Prayer, hope and anxiety will always be a part of parenthood. Even in the best-run society, there will always be incidents and accidents. Children will fall. They will be run over. They will be struck down by fatal illnesses. They will have the awful luck to be born to parents who can't or won't mind them. They will fall into the hands of people who want to abuse and exploit them. Societies can afford protection from some but not all of these contingencies. The act that every parent dreads most - that of burying the child you thought would bury you - will persist.

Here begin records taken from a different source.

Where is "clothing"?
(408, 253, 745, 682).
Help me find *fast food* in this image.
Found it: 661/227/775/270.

But there is an awful lot that we can protect our children from. If we want it enough, we can have, in the very near future, a society that acts on the impulse that was so evident in Midleton last week - a society in which a child in trouble is everybody's child. Tomorrow, the children's charity Barnardos (to declare an interest, I am a member of its board) will launch a strategy aimed at fulfilling by 2016 the promise of the 1916 Proclamation to "cherish all the children of the nation equally". The ambition it sets out is to make Ireland the best place in the world to be a child. It is a simple but immense goal that everyone in Ireland can support, not least because it is actually attainable.

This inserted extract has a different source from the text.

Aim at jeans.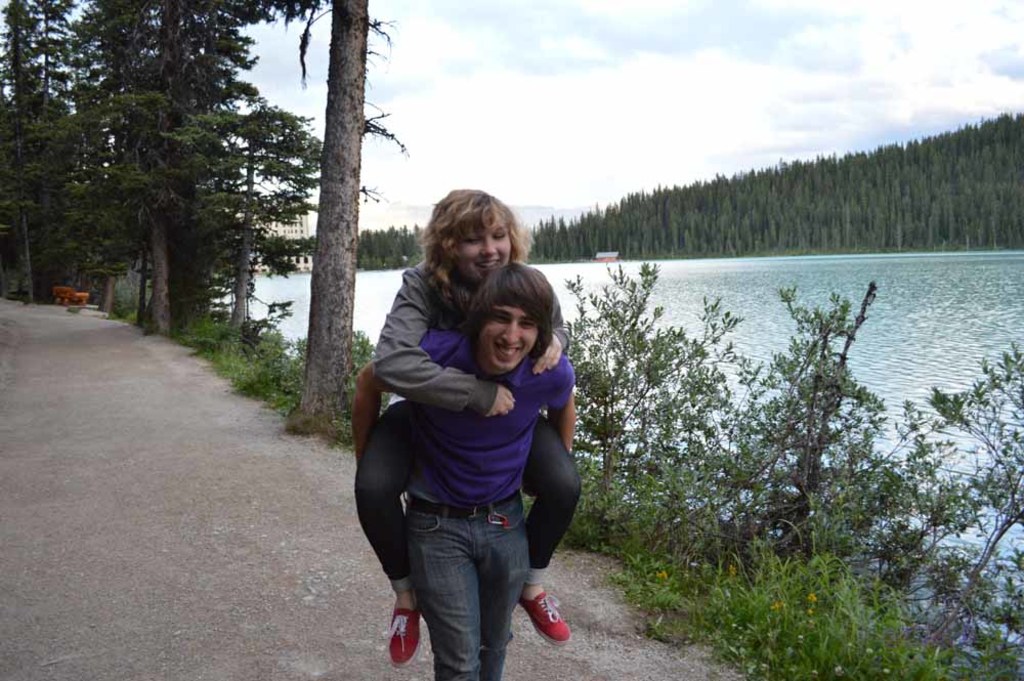
Aimed at <box>354,400,580,595</box>.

Children's life chances are shaped by circumstances they cannot control. They are shaped, not by the choices they make, but by the choices they are given. Irish society should be especially conscious of this truth. We have both the motive and the opportunity. The motive is that with over a million children in the Republic, representing almost 30 per cent of the population, Ireland has the highest proportion of children within the EU. We also have, at 43 per cent, the highest percentage in the EU of households with children. The opportunity is that we have, collectively speaking, far more adults to look after these children than we had before. In the 1980s, for every Irish child, there was one paid worker. By 2016, there will be two. This gives us the collective resources to answer, in so far as any society can, Seán Óg Ó hAilpín's prayer.
Yet, after 15 years of economic growth, we still have gross failures. There are 66,000 children living in consistent poverty and 237,000 living in relative income poverty. About 1,000 children a year don't even make it to second-level schools. (Nobody actually knows the precise number - itself a mark of scandalous neglect.) One child in 10 leaves school with severe literacy problems. Fifteen per cent leave without a Leaving Certificate, and 3 per cent with no qualifications at all.

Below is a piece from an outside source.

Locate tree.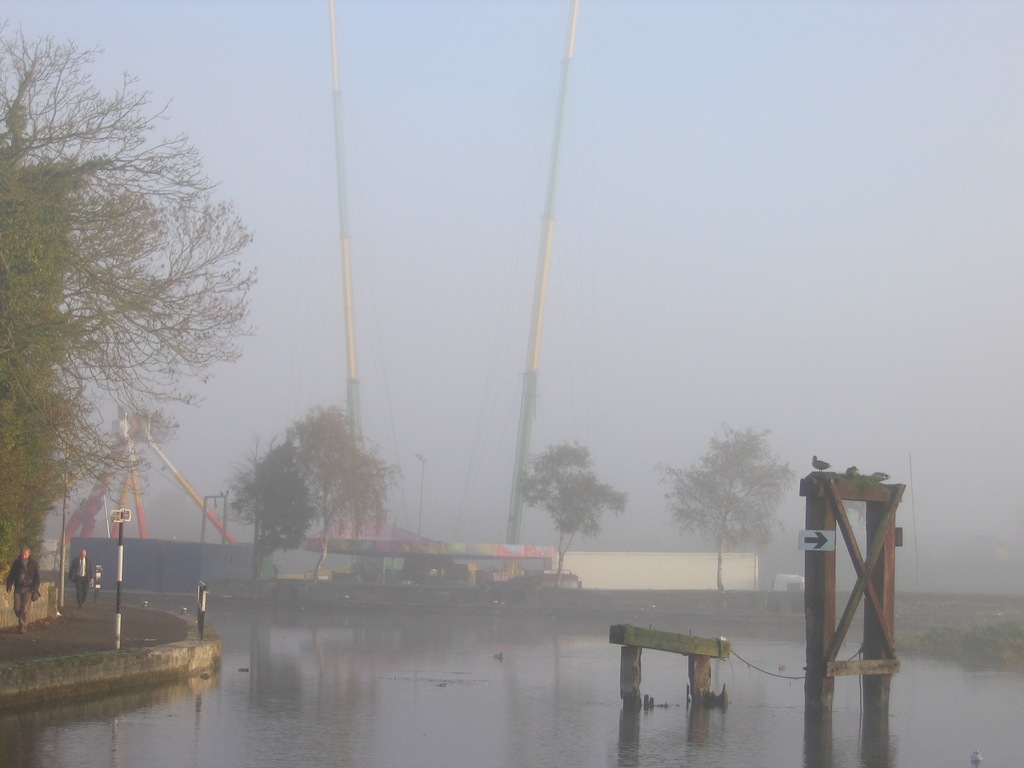
Bounding box: (x1=277, y1=420, x2=384, y2=570).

Around 1,500 children are homeless - half of them are under five years of age. There are 3,000 Travellers living on the roadside with no access to running water or electricity. Around 50,000 children are living in inadequate housing. The effective removal of tens of thousands of medical cards has left huge numbers of children with no GP service access.
It is not Utopian to believe that real progress on these issues can be made very quickly. In theory, the Government knows this very well. Three times in recent years it has committed itself to the elimination of consistent poverty for Irish children by 2007: in the National Children's Strategy, in the National Anti-Poverty Strategy, and in Sustaining Progress. It obviously knows that this very modest goal can be attained. Yet, as things stand, there is little to suggest that it will be achieved over the next two years. Last December's Budget provided further evidence of a lack of urgency about children's rights. Childcare was virtually ignored. The long-standing promise to raise child benefit to €150 in 2002 terms was again broken.
Child Dependant Allowance, which is targeted at families living on social welfare, was frozen for the tenth year running. Why? Because children can't vote. The grief at Robert Holohan's death should remind us of our obligation to vote for them.